About Jesus - Steve (Stephen) Sweetman Saints
Under Stress 1
Peter 4:12 reads: " Dear
friends, don't be surprised when the fiery ordeal comes among you to
test you, as if something unusual were happening to you." Peter wrote his first
letter to those the NIV text calls "dear friends," or as the
Greek text implies, loved ones to whom Peter sacrificed his life.
It was this communal sacrifice of lives among the believers in
the midst of stress-filled suffering that Peter believed would preserve the
unity of the church. It's
what I believe is one of Peter's main points in this letter. Peter told his loved
ones' in Christ not to be surprised about the stress-filled suffering
they were encountering, much of which was put on them from the
surrounding anti-Christ culture. Becoming
a Christian in Peter's day was a huge life-altering decision.

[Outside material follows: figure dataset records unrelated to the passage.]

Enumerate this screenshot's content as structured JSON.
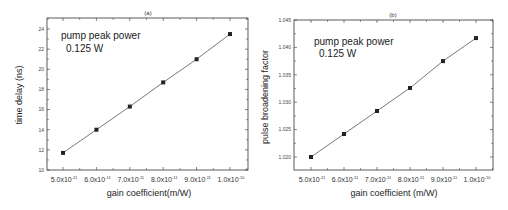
{
  "chart_data": [
    {
      "type": "line",
      "title": "(a)",
      "xlabel": "gain coefficient(m/W)",
      "ylabel": "time delay (ns)",
      "x": [
        5e-11,
        6e-11,
        7e-11,
        8e-11,
        9e-11,
        1e-10
      ],
      "x_tick_labels": [
        {
          "mant": "5.0x10",
          "exp": "-11"
        },
        {
          "mant": "6.0x10",
          "exp": "-11"
        },
        {
          "mant": "7.0x10",
          "exp": "-11"
        },
        {
          "mant": "8.0x10",
          "exp": "-11"
        },
        {
          "mant": "9.0x10",
          "exp": "-11"
        },
        {
          "mant": "1.0x10",
          "exp": "-10"
        }
      ],
      "series": [
        {
          "name": "time delay",
          "values": [
            11.7,
            14.0,
            16.3,
            18.7,
            21.0,
            23.5
          ],
          "marker": "square",
          "color": "#222222"
        }
      ],
      "ylim": [
        10,
        25
      ],
      "y_ticks": [
        "10",
        "12",
        "14",
        "16",
        "18",
        "20",
        "22",
        "24"
      ],
      "annotations": [
        "pump peak power",
        "0.125 W"
      ],
      "grid": false,
      "legend": "none"
    },
    {
      "type": "line",
      "title": "(b)",
      "xlabel": "gain coefficient (m/W)",
      "ylabel": "pulse broadening factor",
      "x": [
        5e-11,
        6e-11,
        7e-11,
        8e-11,
        9e-11,
        1e-10
      ],
      "x_tick_labels": [
        {
          "mant": "5.0x10",
          "exp": "-11"
        },
        {
          "mant": "6.0x10",
          "exp": "-11"
        },
        {
          "mant": "7.0x10",
          "exp": "-11"
        },
        {
          "mant": "8.0x10",
          "exp": "-11"
        },
        {
          "mant": "9.0x10",
          "exp": "-11"
        },
        {
          "mant": "1.0x10",
          "exp": "-10"
        }
      ],
      "series": [
        {
          "name": "pulse broadening factor",
          "values": [
            1.02,
            1.0242,
            1.0284,
            1.0326,
            1.0375,
            1.0417
          ],
          "marker": "square",
          "color": "#222222"
        }
      ],
      "ylim": [
        1.0175,
        1.045
      ],
      "y_ticks": [
        "1.020",
        "1.025",
        "1.030",
        "1.035",
        "1.040",
        "1.045"
      ],
      "annotations": [
        "pump peak power",
        "0.125 W"
      ],
      "grid": false,
      "legend": "none"
    }
  ]
}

It wasn't just repeating a simple sinner's prayer or responding
to an emotional plea spoken by a preacher.
The cost of Christian discipleship had to be counted because
becoming a Christian included being disenfranchised from the Greco-Roman
world in which one lived. Unlike
the gospel we often preach today, the possibility of being persecuted
for one's association with Jesus was included in the gospel preached
back then. Peter knew about
such suffering well in advance of writing this letter.
Jesus warned His disciples about the cost of discipleship.
John 15:20 reads: "Remember
the word I spoke to you: 'A
servant is not greater than his master.' If they persecuted me, they
will also persecute you. If they kept my word, they will also keep
yours." Ultimate
persecution came to Peter when Caesar Nero's regime executed him a few
years after he wrote this letter. We often apply Peter's
admonition to stand firm in the face of suffering to the individual
Christian, but due to the plural pronoun "you" in this verse
and throughout this letter, it also has a corporate application.
Peter was addressing the church that was experiencing the stress
of suffering, and stress always brings out the worst in us, which in
turn, can cause relationships to suffer.
According to Peter, stress-filled suffering could be considered a test for both the
individual and the church to successfully pass.
This suffering would either make or break the individual, and in
turn, make or break the church. It
could bring the church together or rip it in half. All that Peter wrote in
his first letter is relevant for us today.
Many issues are stressing out the church these days to the degree
that we are allowing them to divide us. Personal
relationships are being ripped apart because we fail to take Peter's
words seriously, assuming we actually know what he wrote.
That also presupposes that we have personal
relationships within church. In many respects, we are failing the test.
If Peter was alive today, he would encourage us not to get bent out of
shape, or be surprised, over these stress-filled issues. He'd tell
us to live the life of sacrificial love that will preserve the unity of
the church in the midst of suffering.